I'm not entirely sure if that's the case or not. I think just keeping the stress below the threshold for negative interaction on the road (5) and being aware of what has negative effects on the system - like where to go, or what you choose to do at certain locations - might just be enough. But I might just be biased due to having most of the unlockeables already, that one run I mentioned had a jester on the back lines singing his heart out and a flagellant taking in the rest of the stress to keep the others from going crazy.

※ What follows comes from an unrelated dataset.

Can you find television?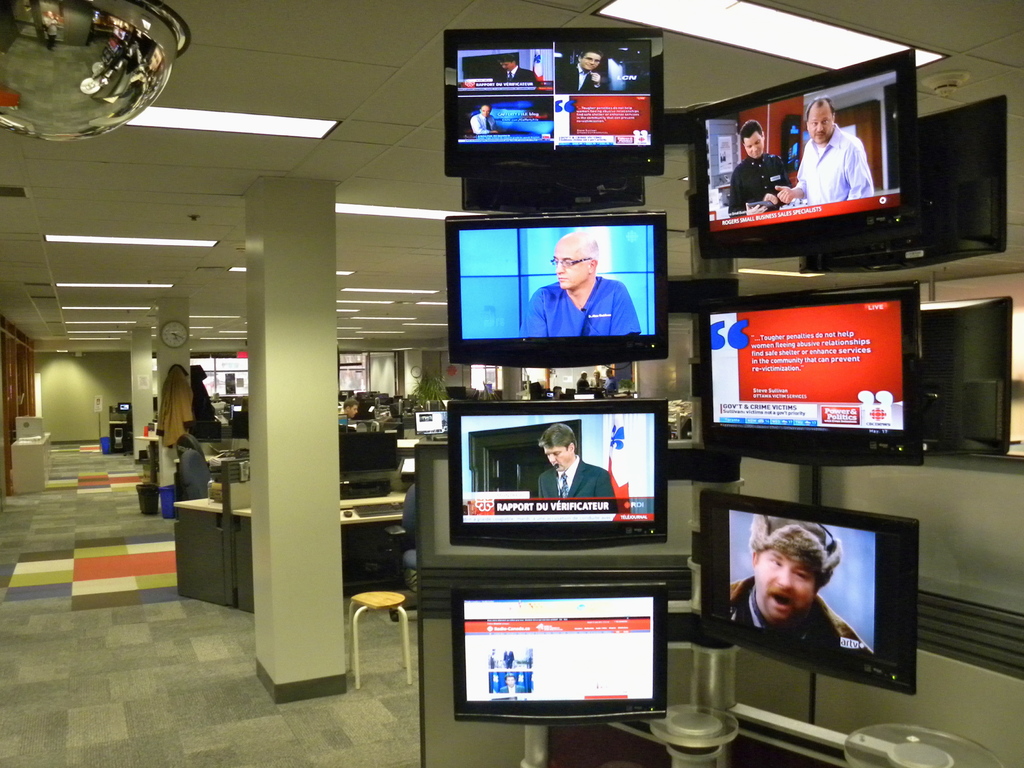
Yes, bounding box: (left=438, top=20, right=663, bottom=200).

Looks like another general good protip is aggressively use combat items and inn items.
So and so.

You need some money to heal retarded quirks at hospital.
Unless it's a REALLY bad quirk (or you have enough money to afford it and keep some extra) it's not all that worth it. Later on you unlock some items that heal quirks at the inn, with some setbacks of course.
On the latest build I've found that it's best to keep some inn items for whenever you're doing the lair or the mountain, there's a lot of them that you can actually stack on top of each other.
 
Joined
Oct 1, 2018
Messages
2,323
Location
Illinois
5 hours played and I beat the first adventure. Lost two party members earlier on, got replacements, fortunately had plenty of mastery since I'd been going ham on combat, then lost two on the final boss but finished it off. Appears the first adventure is shortened (Not really tutorial any more but an easier run) compared to others but it was pretty enjoyable, still not completely sold on this longer adventure thing but that had some good ups and downs in it.

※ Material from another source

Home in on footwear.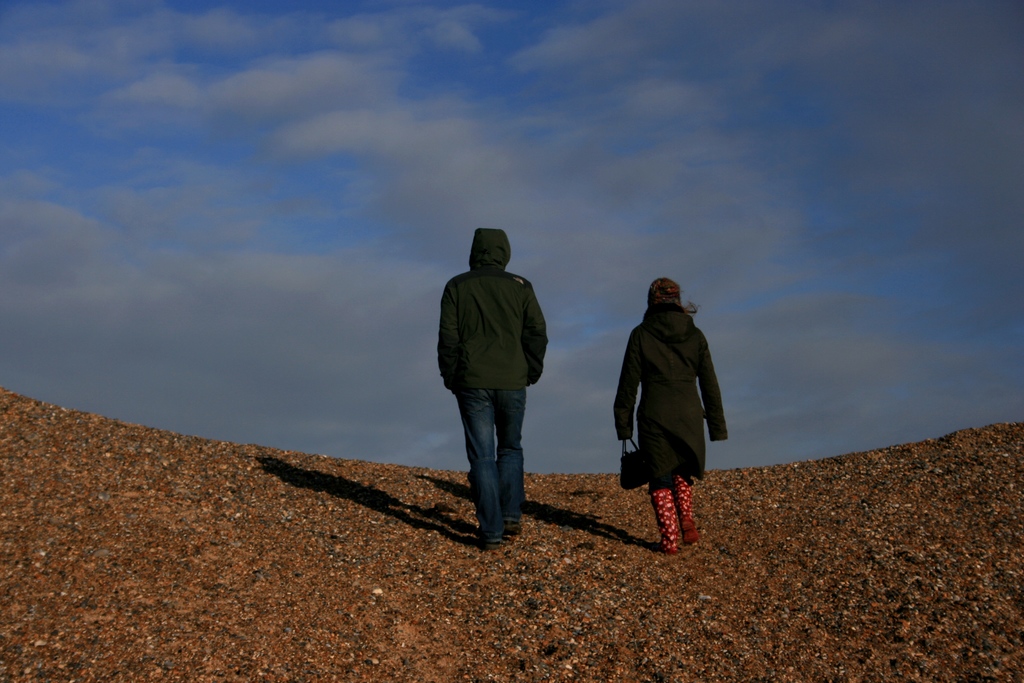
Homed in at box=[478, 539, 499, 552].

More general protips, highly recommend using some of your earliest candles to unlock at least the first pet. Looks like you always get the pet at the first inn of a run so that wolf cub's just a flat out 10% boost to friendly relations and some stress resist if you're taking luxury cart equipment. Unlocking other heroes also seems important because since DD2 heroes are portrayed as singular characters rather than classes the only way you get reinforcements if you take losses is by having additional heroes unlocked, so having some extras floating around can let you press on. Not sure if that's better or worse than dumping points into permanent upgrades on the heroes but even if you aren't taking losses it gives you more to toy around with. Unlocking cart upgrades should probably be fairly high priority too since having more equipment slots for the cart means more passive bonuses you can be slotting in during an adventure.

Getting more skills for your characters is also a bit of a bastard. Focused on doing plague doctor for hero shrines to unlock skills on her until I got the backline grenade since stacking DoTs on the two backliners is peak plague doctor performance.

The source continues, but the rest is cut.